If you've been doing the basics right and still not getting results, here's where to start:

A comprehensive blood panel — not a basic GP panel. Full thyroid function including free T3 and reverse T3. Fasting insulin alongside fasting glucose. Full iron studies, homocysteine, sex hormones including SHBG and DHEA. ApoB. High-sensitivity CRP.

DNA nutritional genomics testing — looking at metabolic variants, saturated fat response, carbohydrate handling, detoxification pathways, and hormonal metabolism. Your genes are not your destiny, but they are your tendencies and your optimal fuel types.

DUTCH hormone testing — if you're peri- or post-menopausal, have hormonal symptoms, or if your stress levels have been chronically elevated.

Complete Microbiome Mapping — if you have digestive symptoms, chronic fatigue, brain fog, mood issues, or have been eating well for months without improving your energy.

Organic acids testing — a urine test giving a window into mitochondrial function, gut bacterial activity, neurotransmitter metabolism, and B-vitamin status. One of the highest-yield tests in functional medicine.

And look honestly at your lifestyle variables as data points — sleep quality, actual stress load, physical activity relative to recovery capacity, and circadian eating patterns. These are hard metabolic inputs, not soft lifestyle suggestions.

 

What Happened to Anna

She shifted to a Mediterranean-style approach — predominantly monounsaturated fats, oily fish twice a week, quality protein at every meal, moderate complex carbohydrates from whole food sources, and a deliberate increase in the dietary diversity her gut bacteria desperately needed.

We optimised her HRT — improved the delivery and ensured her hormones were actually bioavailable rather than bound and inactive.

We also acted on another genetic finding: she carried a variant in a melatonin receptor gene meaning the ten milligrams of melatonin she'd been taking to help her sleep was impairing her glucose metabolism overnight. We dropped it to half a milligram. That alone made a measurable difference.

We added a targeted probiotic protocol to rebuild the Bifidobacterium and Lactobacillus populations — specifically the strains that were depleted. And we addressed the stress and grief directly. Because no protocol works around unprocessed loss. The body holds it, and the gut reflects it.

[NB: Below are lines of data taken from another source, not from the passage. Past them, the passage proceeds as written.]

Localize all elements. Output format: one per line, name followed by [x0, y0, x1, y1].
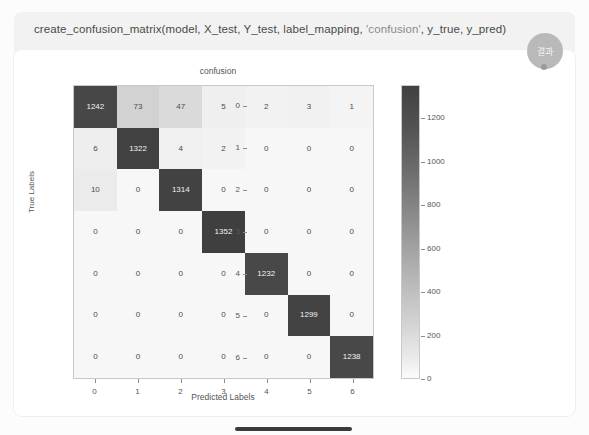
x-tick-label: 4: [247, 387, 287, 396]
colorbar-tick-mark: [421, 379, 425, 380]
heatmap-cell: 0: [245, 169, 288, 211]
heatmap-cell: 0: [117, 336, 160, 378]
colorbar-tick-label: 0: [427, 374, 431, 383]
colorbar-tick-label: 1200: [427, 113, 445, 122]
heatmap-cell: 1322: [117, 128, 160, 170]
y-tick-label: 3: [200, 227, 240, 236]
colorbar-tick-label: 800: [427, 200, 440, 209]
heatmap-cell: 0: [117, 253, 160, 295]
heatmap-cell: 73: [117, 86, 160, 128]
y-axis-label: True Labels: [27, 171, 36, 213]
notebook-page: create_confusion_matrix(model, X_test, Y…: [0, 0, 589, 435]
heatmap-cell: 3: [288, 86, 331, 128]
x-tick-label: 3: [204, 387, 244, 396]
x-tick-mark: [224, 379, 225, 383]
code-call-suffix: , y_true, y_pred): [421, 23, 506, 35]
y-tick-label: 5: [200, 311, 240, 320]
heatmap-cell: 0: [74, 253, 117, 295]
result-badge-dot: [541, 64, 547, 70]
y-tick-label: 0: [200, 101, 240, 110]
heatmap-cell: 2: [245, 86, 288, 128]
x-tick-mark: [95, 379, 96, 383]
heatmap-cell: 47: [159, 86, 202, 128]
heatmap-cell: 1314: [159, 169, 202, 211]
colorbar-tick-mark: [421, 162, 425, 163]
heatmap-cell: 1: [330, 86, 373, 128]
x-tick-mark: [353, 379, 354, 383]
heatmap-cell: 0: [117, 295, 160, 337]
heatmap-cell: 0: [288, 336, 331, 378]
heatmap-cell: 0: [245, 295, 288, 337]
heatmap-cell: 0: [330, 128, 373, 170]
y-tick-mark: [243, 148, 247, 149]
colorbar-tick-mark: [421, 336, 425, 337]
y-tick-mark: [243, 106, 247, 107]
heatmap-cell: 1299: [288, 295, 331, 337]
heatmap-cell: 0: [245, 128, 288, 170]
code-string-argument: 'confusion': [366, 23, 421, 35]
heatmap-cell: 0: [245, 211, 288, 253]
code-cell-text: create_confusion_matrix(model, X_test, Y…: [34, 23, 506, 35]
colorbar: [401, 85, 420, 379]
y-tick-mark: [243, 274, 247, 275]
x-tick-label: 2: [161, 387, 201, 396]
heatmap-cell: 0: [159, 253, 202, 295]
result-badge-label: 결과: [537, 45, 552, 58]
heatmap-cell: 0: [117, 211, 160, 253]
heatmap-cell: 0: [117, 169, 160, 211]
y-tick-label: 4: [200, 269, 240, 278]
x-tick-label: 1: [118, 387, 158, 396]
heatmap-cell: 0: [159, 211, 202, 253]
colorbar-tick-mark: [421, 205, 425, 206]
heatmap-cell: 0: [288, 253, 331, 295]
heatmap-cell: 0: [245, 336, 288, 378]
heatmap-cell: 0: [159, 336, 202, 378]
x-tick-mark: [267, 379, 268, 383]
y-tick-label: 2: [200, 185, 240, 194]
x-tick-label: 6: [333, 387, 373, 396]
output-card: confusion True Labels Predicted Labels 1…: [14, 50, 575, 416]
x-tick-label: 5: [290, 387, 330, 396]
heatmap-cell: 1232: [245, 253, 288, 295]
heatmap-cell: 0: [288, 128, 331, 170]
scroll-indicator[interactable]: [235, 427, 352, 431]
y-tick-mark: [243, 190, 247, 191]
heatmap-cell: 0: [330, 295, 373, 337]
code-cell-strip[interactable]: create_confusion_matrix(model, X_test, Y…: [14, 12, 575, 52]
x-tick-mark: [181, 379, 182, 383]
heatmap-cell: 0: [330, 211, 373, 253]
heatmap-cell: 0: [74, 211, 117, 253]
heatmap-cell: 0: [288, 211, 331, 253]
y-tick-mark: [243, 316, 247, 317]
colorbar-tick-label: 400: [427, 287, 440, 296]
heatmap-cell: 0: [74, 295, 117, 337]
colorbar-tick-mark: [421, 118, 425, 119]
x-tick-mark: [138, 379, 139, 383]
heatmap-cell: 0: [330, 169, 373, 211]
colorbar-tick-label: 600: [427, 244, 440, 253]
heatmap-cell: 4: [159, 128, 202, 170]
heatmap-cell: 0: [288, 169, 331, 211]
chart-title: confusion: [38, 66, 398, 76]
y-tick-label: 1: [200, 143, 240, 152]
colorbar-tick-mark: [421, 292, 425, 293]
colorbar-tick-label: 1000: [427, 157, 445, 166]
y-tick-mark: [243, 232, 247, 233]
y-tick-mark: [243, 358, 247, 359]
code-call-prefix: create_confusion_matrix(model, X_test, Y…: [34, 23, 366, 35]
heatmap-cell: 6: [74, 128, 117, 170]
x-tick-mark: [310, 379, 311, 383]
heatmap-cell: 0: [159, 295, 202, 337]
heatmap-cell: 10: [74, 169, 117, 211]
heatmap-cell: 0: [74, 336, 117, 378]
heatmap-cell: 1242: [74, 86, 117, 128]
colorbar-tick-mark: [421, 249, 425, 250]
y-tick-label: 6: [200, 353, 240, 362]
heatmap-cell: 0: [330, 253, 373, 295]
colorbar-tick-label: 200: [427, 331, 440, 340]
confusion-matrix-figure: confusion True Labels Predicted Labels 1…: [38, 58, 548, 408]
x-tick-label: 0: [75, 387, 115, 396]
heatmap-cell: 1238: [330, 336, 373, 378]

Within eight weeks her fasting glucose had dropped back into a healthy range. In twelve weeks she had lost four kilograms — not from restriction or suffering, but from her body finally being in an environment it could work with. Her energy was more stable than it had been in years.

"I spent a year thinking I was doing everything right and failing. Now I understand I was doing the wrong thing really well."

That is the difference between generic advice and personalised medicine.

 

The Bottom Line

Your body is not broken. It is doing exactly what its instructions tell it to do. The question is whether you know what those instructions actually say.

Diet is not one-size-fits-all. It never was. The reason some people thrive on keto and others deteriorate. The reason your friend lost twenty kilos on intermittent fasting and you couldn't get through week two. These differences are not about willpower. They are about biology.

And the extraordinary thing about where we are now is that we have the tools to actually read that biology. DNA testing. Comprehensive bloodwork. Hormone panels. Gut and metabolic markers. We can look inside the instruction manual of your body and understand what it actually needs.

Stop following diet trends designed for someone else's biology. Start building an approach designed for yours.

If you want to work with me you can grab a consultation here

Supporting your gut microbiome and cellular health is exactly where Rejuvenate Pro comes in — our flagship Immune/gut and longevity formula designed to support the immune system and help you age well  shop.lisatamati.com/products/rejuvenate

Lisa Tamati

Longevity specialist, functional health practitioner, and co-founder of Aevum Labs. Host of the Pushing The Limits podcast (461,000+ downloads). Former elite ultra-endurance athlete. Author of 4 books.